All winter we skate the small ponds – places that in summer are water holes for cattle and sheep – and here a reflection of mind appears, sharp, vigilant, precise. Thoughts, bright as frostfall, skate through our brains. In winter consciousness looks like an etching.

 

“The truest art I would strive for in any work would be to give the page the same qualities as earth: weather would land on it harshly, light would elucidate the most difficult truths; wind would sweep away obtuse padding. Finally, the lessons of impermanence taught me this: loss constitutes an odd kind of fullness; despair empties out into an unquenchable appetite for life.”

 

Lovers, farmers and artists have one thing in common, at least – a fear of “dry spells”, dormant periods in which we do no blooming, internal droughts only the waters of imagination and psychic release can civilize. All such matters are delicate of course. But a good irrigator knows this: too little water brings on the weeds while too much degrades the soil the way too much easy money can trivialize a person’s initiative.

 

“But ranchers who cherish the western life and its values also pray for oil wells in their calving pasture or a coal lease on prime grassland. Economics has pressed them into such a paradoxical state. For years, they’ve borrowed $100,000 for operating costs; now they can’t afford interest. Disfigurement is synonymous with the whole idea of a frontier. As soon as we lay our hands on it, the freedom we thought it represented is quickly gone.”

 

“From the clayey soil of northern Wyoming is mined bentonite, which is used as filler in candy, gum, and lipstick. We Americans are great on fillers, as if what we have, what we are, is not enough. We have a cultural tendency toward denial, but being affluent, we strangle ourselves with what we can buy. We gave only to look at the houses we build to see how we build *against* space, the way we drink against pain and loneliness. We fill up space as if it were a pie shell, with things whose opacity further obstructs our ability to see what is already there.”

 

Animals hold us to what is present: who we are at the time, not who we’ve been or how our bank accounts describe us. What is obvious to an animal is not the embellishment that fattens our emotional resumes but what;s bedrock and current in us: aggression, fear, insecurity, happiness, or equanimity. Because they have the ability to read our involuntary ticks and scents, we’re transparent to them and thus exposed – were finally ourselves.

 

“Instead of the macho, trigger-happy man our culture has perversely wanted him to be, the cowboy is more apt to be convivial, quirky, and softhearted.

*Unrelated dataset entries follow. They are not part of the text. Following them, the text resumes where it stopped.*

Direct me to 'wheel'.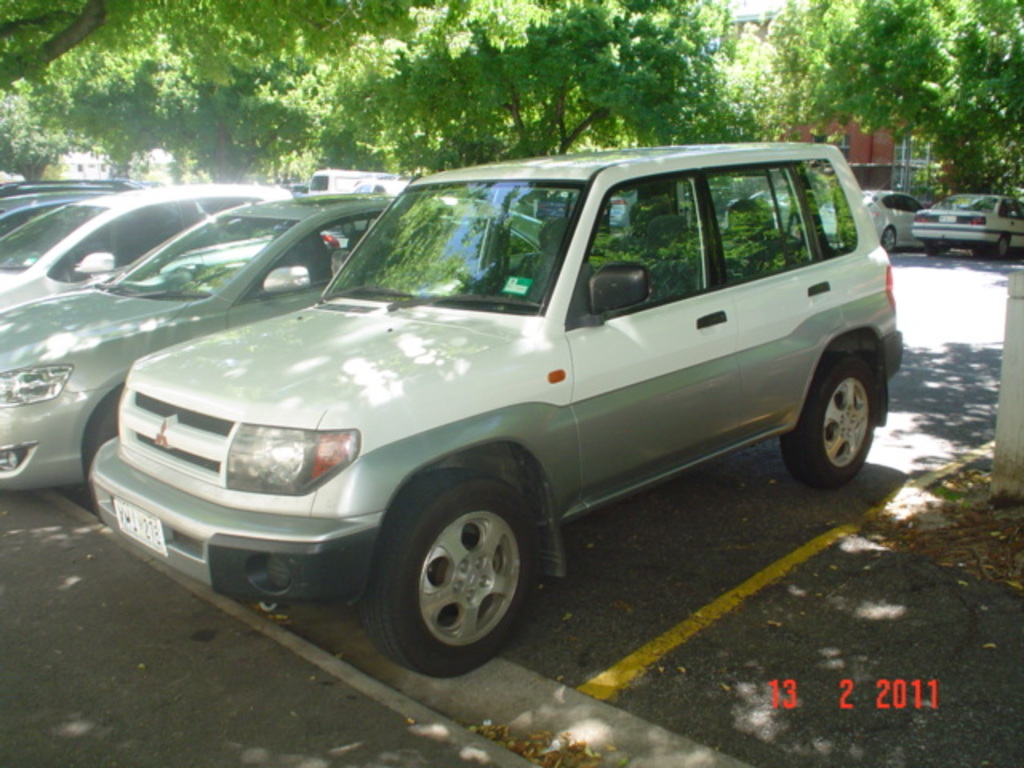
Direction: [880,222,898,256].
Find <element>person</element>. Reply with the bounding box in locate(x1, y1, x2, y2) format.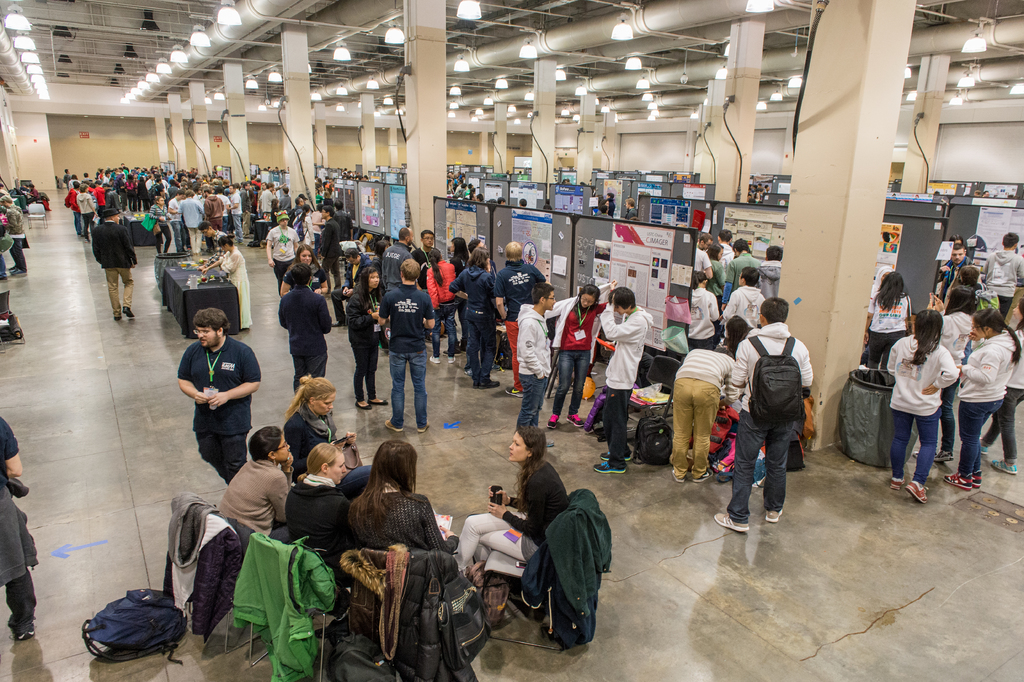
locate(545, 279, 614, 435).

To be “tough” on a ranch has nothing to do with conquests and displays of power. More often than not, circumstances – like the colt he’s riding or an unexpected blizzard – are overpowering him. It’s not toughness but “toughing it out” that counts. In other words, this macho, cultural artifact the cowboy has become is simply a man who possesses resilience, patience, and an instinct for survival. “Cowboys are just like a pile of rocks – everything happens to them. They get climbed on, kicked, rained and snowed on, scuffed up by wind. Their job is ‘just to take it,’ ” one old-timer told me.”